You don't have to read the whole study. The abstract itself is either a hilarious self-own or and even more hilarious playing-dumb post.

We show that innovation in U.S. counties from 1850 to 1940 was propelled by shifts in the local social structure, as captured using the diversity of surnames. Leveraging quasi-random variation in counties’ surnames—stemming from the interplay between historical fluctuations in immigration and local factors that attract immigrants—we find that more diverse social structures increased both the quantity and quality of patents, likely because they spurred interactions among individuals with different skills and perspectives. The results suggest that the free flow of information between diverse minds drives innovation and contributed to the emergence of the U.S. as a global innovation hub.

1850 to 1940. Bruh.

This paper shows that having big time diversity - you know, mixing all those crazy Poles, Irish, French, Germans, English, Welsh, Czech, Slovak, Greek, hell even a few Italians and Spanish in there - was a massive reason the USA was such a technologically innovative place!

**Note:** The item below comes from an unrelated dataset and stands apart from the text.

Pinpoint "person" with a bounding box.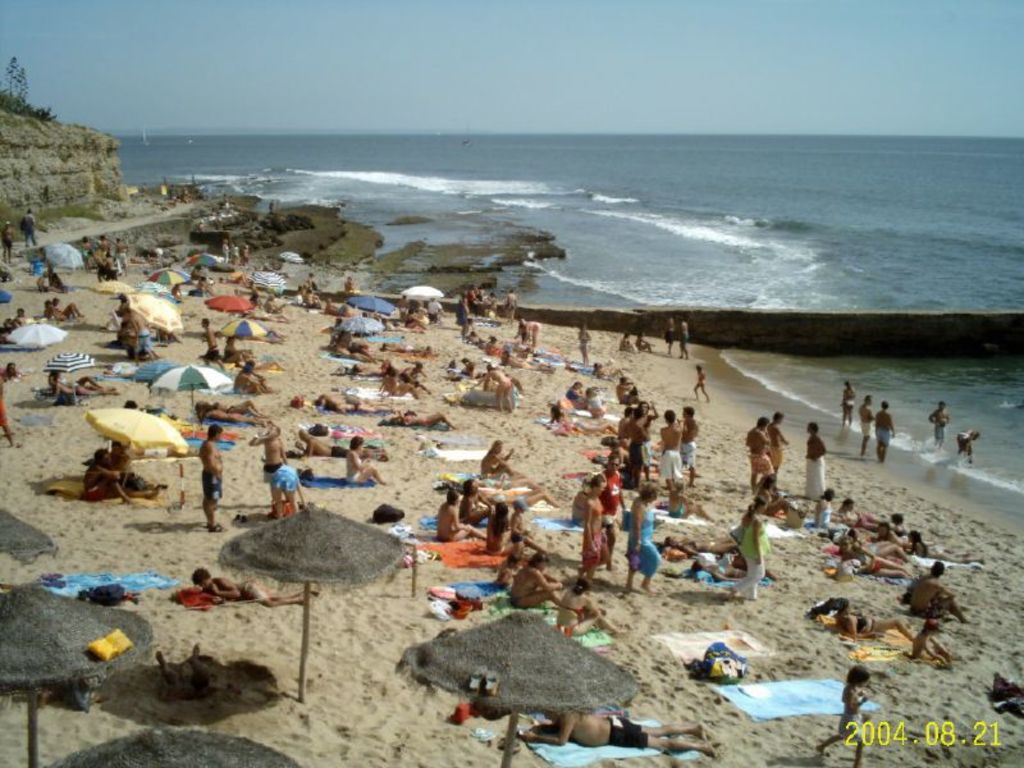
pyautogui.locateOnScreen(682, 403, 698, 488).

The HBDers are going to love this one.

Side note on the hard tech angle: patent issuance used to be a decent enough and standardized enough measure for "innovation." Since the rise of legalism post WW2, however, it's so much more noisy now that it's questionable if it remains a valid "fungible currency" for studying innovation and tech development.

Is that satire? Nothing on that page makes any sense. Many surnames come from occupations, so of course there's a relationship to diversity of labour. The reason "diversity" used to correlate with innovation was that skilled migrants from many countries in the world would go to places with opportunities. The diversity was more of a result than a cause. The phrase "Diversity is our strength" is made to imply that diversity of races is good in itself, which is an entirely different topic. It also implies that there's no difference between races, which is trivially false. To begin with, culture is something shared between people, the concept "cultural diversity" contradicts itself. Also, people who advocate diversity of race do not value diversity of political opinion, thought, values or morality. Plus, by the second law of thermodynamics, diversity necessarily destroys itself. Countries are more similar than they were in the past because of globalism, the only way to slow down the trend towards homogeneity is separation (borders for instance). I'd go as far as to disagree that innovation is necessarily good (it conflicts with stability).

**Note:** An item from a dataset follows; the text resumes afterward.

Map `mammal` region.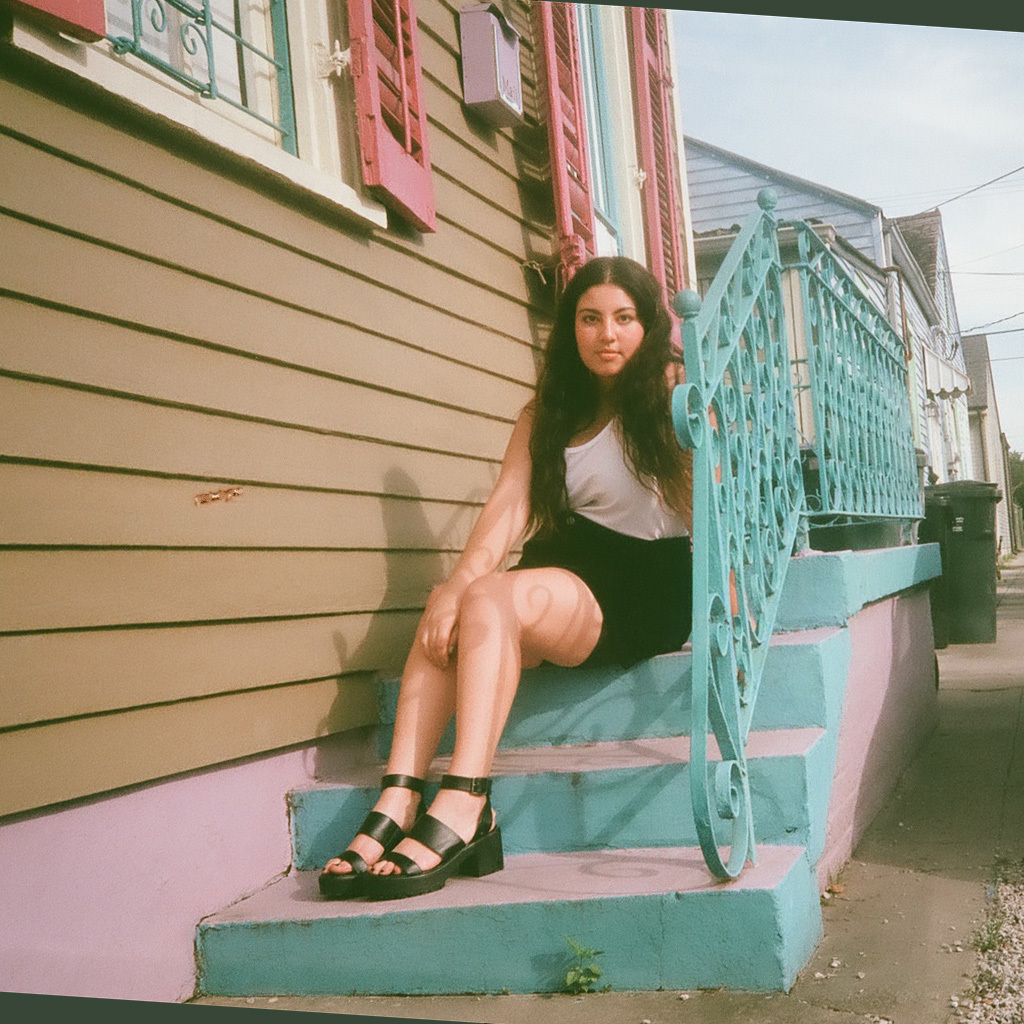
Mapped to x1=364 y1=236 x2=745 y2=886.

And what's a patent? It's something which forbids others from using your ideas.

Lets look at the Abstract in the linked paper. What does it say? "Fostering the diverse social interactions that faciliate idea sharing"

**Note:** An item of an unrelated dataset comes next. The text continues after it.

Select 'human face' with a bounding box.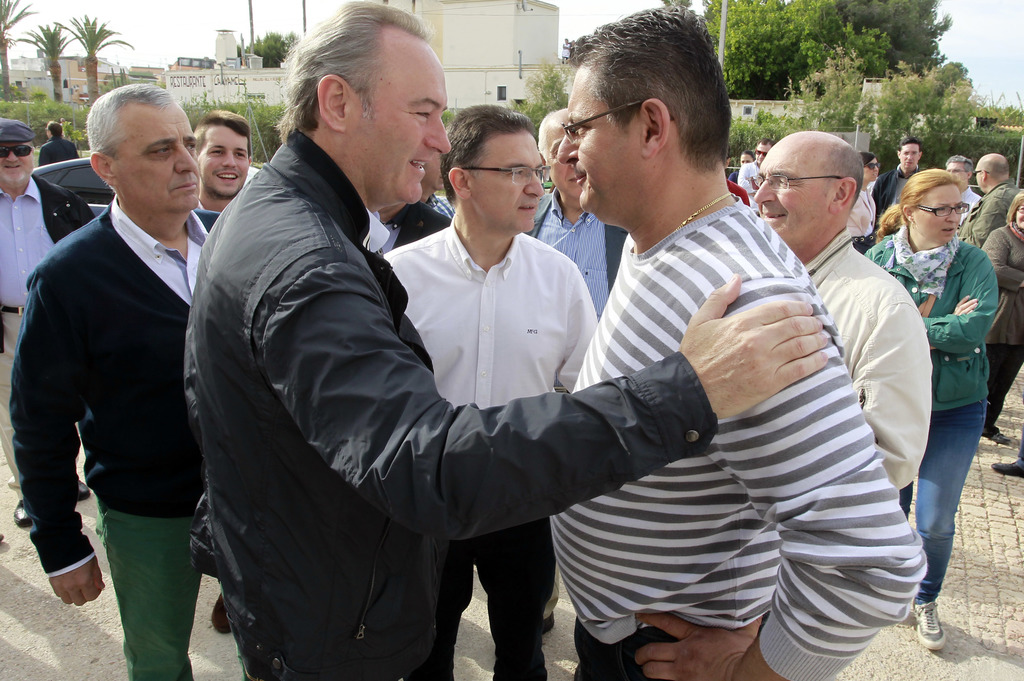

Am I being too pedantic? Do these people even realize that they're being dishonest?

How does restricting people from using your ideas end up enabled idea sharing?

The theory is that patents protect the people that figured out the ideas to share them and get compensation if people license them, which protects inventors from copycats and allows publishing patented ideas

In a world without patents: if i come up with a brilliant steam engine design, and go to a factory and ask them to make it for me, they could simply steal the design and claim they came up with it. And then the factory would have to carefully guard the secret techniques for making this new engine from rival factories that would steal the design.

A world without patents generally just looks like a world with industrial secrets. Ultimately what matters in business is having a "moat" that gives your competitors an obstacle to overcome. The bigger the obstacle the bigger your profits can be without inducing a competitor to enter the business.

Patents were an attempt to get people to share their secrets. Before patents if someone comes up with an industrial improvement the general approach is to just keep it secret and utilize it as best they can. If they die and the factory burns down that improvement is just gone forever.